Dilution Calculations: C1V1 = C2V2 and When to Use It
Reviewed by Jerry Croteau, Founder & Editor
Table of Contents
The Formula
C1V1 = C2V2. That is it. Four variables, one equation, and it covers virtually every dilution problem in chemistry, biology, cleaning, pool maintenance, and agriculture.
C1 is the initial concentration of your stock solution. V1 is the volume of stock you need to measure out. C2 is the target concentration you want to end up with. V2 is the total final volume of your diluted solution.
The equation works because dilution does not create or destroy solute — it only adds solvent (usually water). The total amount of dissolved substance stays the same. Concentration × volume before = concentration × volume after.
Our dilution calculator solves for whichever variable you leave blank. Enter three, get the fourth.
Example 1: Lab Solution Prep
You have a stock solution of hydrochloric acid at 12 M (moles per liter) and need 500 mL of 1 M HCl for an experiment.
C1 = 12 M. C2 = 1 M. V2 = 500 mL. Solve for V1:
V1 = (C2 × V2) / C1 = (1 × 500) / 12 = 41.7 mL
Measure out 41.7 mL of the 12 M stock, pour it into a volumetric flask, and add water to the 500 mL line. You now have 500 mL of 1 M HCl. The molar mass calculator can help if you need to convert between molarity and grams per liter.
Example 2: Cleaning Product Dilution
A commercial cleaning concentrate says to dilute 1:10 for general cleaning. The bottle is 32 oz. How much cleaning solution can you make from the whole bottle?
A 1:10 ratio means 1 part concentrate to 10 parts total (not 1 to 10 added). So C1/C2 = 10. V1 = 32 oz. V2 = V1 × (C1/C2) = 32 × 10 = 320 oz of total solution. That is 2.5 gallons from one 32 oz bottle.
Example 3: Pool Chlorine
Your pool holds 15,000 gallons and you need 3 ppm free chlorine. Liquid chlorine (sodium hypochlorite) from the pool store is typically 12.5% concentration (about 125,000 ppm).
C1 = 125,000 ppm. C2 = 3 ppm. V2 = 15,000 gallons. Solve for V1:
V1 = (3 × 15,000) / 125,000 = 0.36 gallons = about 46 fluid ounces.
That is how much 12.5% liquid chlorine to add to bring a clean pool from zero to 3 ppm. Real pools have existing chlorine levels, organic demand, and sunlight degradation, so actual dosing needs testing and adjustment. But the dilution math is the starting point.
Common Mistakes
Mixing up V1 and V2. V2 is the total final volume, not the amount of solvent you add. If V2 is 500 mL and V1 is 41.7 mL, you add 458.3 mL of water to the stock — not 500 mL. In precise lab work, you pour the stock into the flask first, then add solvent up to the target volume mark.
Using mismatched units. C1 and C2 must be in the same concentration units (both molarity, both percent, both ppm). V1 and V2 must be in the same volume units (both mL, both liters, both gallons). Mix them and the answer is garbage.
Assuming it works for mixing two solutions. C1V1 = C2V2 only applies when you are diluting a concentrated solution with pure solvent. If you are mixing two solutions of different concentrations, you need a different equation: C1V1 + C2V2 = C3V3, where C3 and V3 are the resulting concentration and total volume.
When pH Gets Involved
Diluting acids and bases changes pH, but not linearly. Diluting a pH 2 acid by 10x gives pH 3, not pH 2.1. This is because pH is logarithmic — each unit represents a tenfold change in hydrogen ion concentration. The pH calculator converts between pH and concentration so you can see how dilution affects acidity.
Tools
The dilution calculator solves C1V1 = C2V2 for any variable. For converting between concentration formats (molarity vs grams per liter), the molar mass calculator gives you the molecular weight you need for the conversion. And for understanding what’s actually dissolving in your solution at the atomic level, start with the periodic table.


Directions for this task —
Strip the pictures, then copy the remaining data exactly as it stands.

Exercise input —
>>

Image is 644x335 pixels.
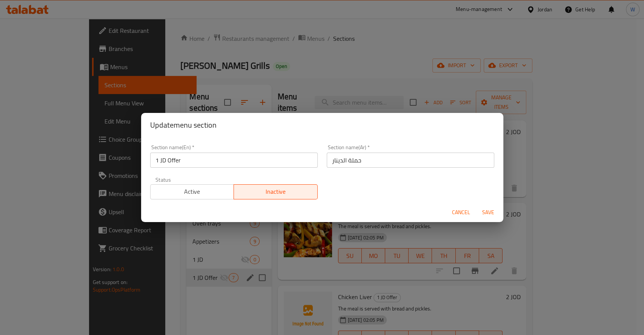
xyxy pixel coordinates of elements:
h2: Update menu section [150,119,494,131]
button: Cancel [449,206,473,220]
input: Please enter section name(en) [150,153,317,168]
button: Inactive [233,184,317,200]
span: Active [153,186,231,197]
span: Inactive [237,186,315,197]
span: Save [479,208,497,217]
input: Please enter section name(ar) [327,153,494,168]
span: Cancel [452,208,470,217]
button: Save [476,206,500,220]
button: Active [150,184,234,200]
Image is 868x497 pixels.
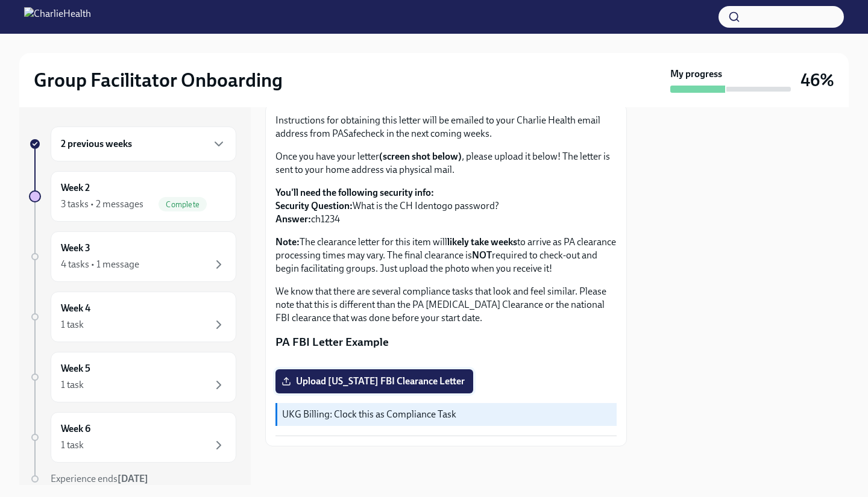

<<

Exercise output —
Image is 644x335 pixels.
xyxy pixel coordinates of elements:
h2: Update menu section [150,119,494,131]
button: Cancel [449,206,473,220]
input: Please enter section name(en) [150,153,317,168]
button: Inactive [233,184,317,200]
span: Active [153,186,231,197]
span: Inactive [237,186,315,197]
span: Save [479,208,497,217]
input: Please enter section name(ar) [327,153,494,168]
span: Cancel [452,208,470,217]
button: Save [476,206,500,220]
button: Active [150,184,234,200]
Image is 868x497 pixels.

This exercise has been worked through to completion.